Evil Code #003 : Casting

Welcome to first post on ‘Back to basics’. Yeah, as you guessed right, this series attempt to check minor differences in our understanding of basic concepts.

Predict the output of following.


public class FirstType
{

}
public class SecondType
{
private FirstType _mType;

public static implicit operator FirstType(SecondType t)
{
return t._mType;
}
}

static void Main(string[] args)
{
object objectInstance = new SecondType();

FirstType attempt1 = objectInstance as FirstType;
if (attempt1 != null)
{
Console.WriteLine("'As' Conversion Succeeded");
}
else
{
Console.WriteLine("'As' Conversion Failed");
}

try
{
FirstType attempt2 = (FirstType)objectInstance;
Console.WriteLine("Cast Succeeded");
}
catch (Exception)
{
Console.WriteLine("Cast Failed");
}

}

Ideally, One would expect the first attempt to fail, but would feel the second would succeed considering we have implemented implicit conversion. But unfortunately, that’s not the case. The output would be

‘As’ Conversion Failed.
Cast Failed.

The reason for this is that, the compiler generates code based on the compile time type of the objectInstance, which in this case is ‘object’. It then checks if there is any conversion declared to convert object to FirstType, which doesn’t exist. The compiler doesn’t check the type of the objectInstance during runtime, which results in the above output.

The reason for this is that, the compiler generates code based on the compile time type of the objectInstance, which in this case is ‘object’. It then checks if there is any conversion declared to convert object to FirstType, which doesn’t exist. The compiler doesn’t check the type of the objectInstance during runtime, which results in the above output.

Updated

The behavior is even more tricky when we change the type of objectInstance from ‘object’ to SecondType. We would expect it to work smoothly now, however, you end up with a compiler exception this time .

“Cannot convert type ‘Cast.SecondType’ to ‘Cast.FirstType’ via a reference conversion, boxing conversion, unboxing conversion, wrapping conversion, or null type conversion”

This is what makes ‘as’ operators great as it provides early detection of errors. The ‘as’ operator, notices that there is a implicit conversion declared between FirstType and SecondType. However, it also recognizes that two types aren’t related by inheritance. This is the reason ‘as’ statements throws a compile-time error at this stage.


PROBLEM DESCRIPTION = Would you repeat every entry below word for word but drop the images?

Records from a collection
↓↓↓
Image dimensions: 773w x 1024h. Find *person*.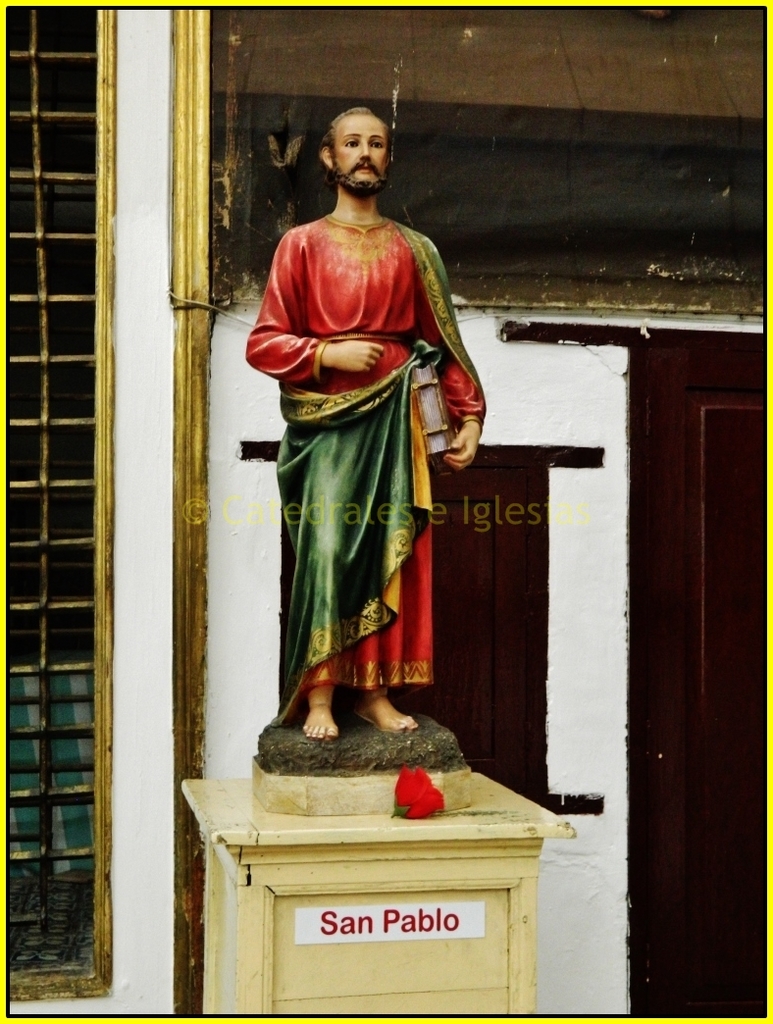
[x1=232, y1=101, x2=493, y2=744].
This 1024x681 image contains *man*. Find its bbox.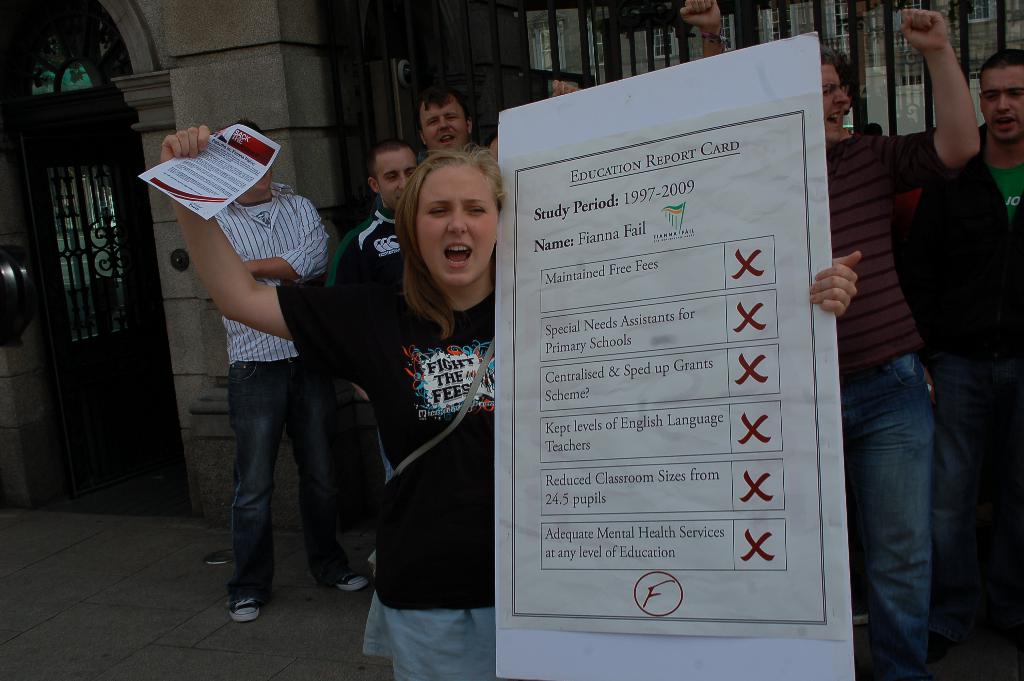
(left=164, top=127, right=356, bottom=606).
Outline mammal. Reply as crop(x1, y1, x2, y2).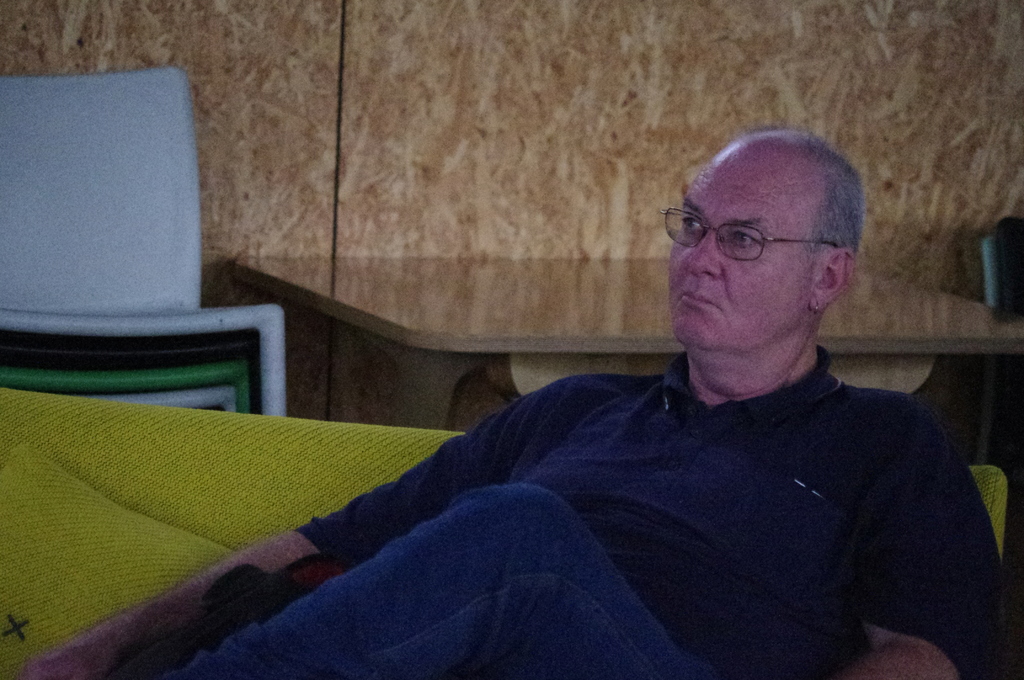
↑↑↑
RESULT OF THIS EXERCISE =
Image dimensions: 773w x 1024h. Find *person*.
[x1=232, y1=101, x2=493, y2=744].
This 1024x681 image contains *man*. Find its bbox.
(left=164, top=127, right=356, bottom=606).
Outline mammal. Reply as crop(x1, y1, x2, y2).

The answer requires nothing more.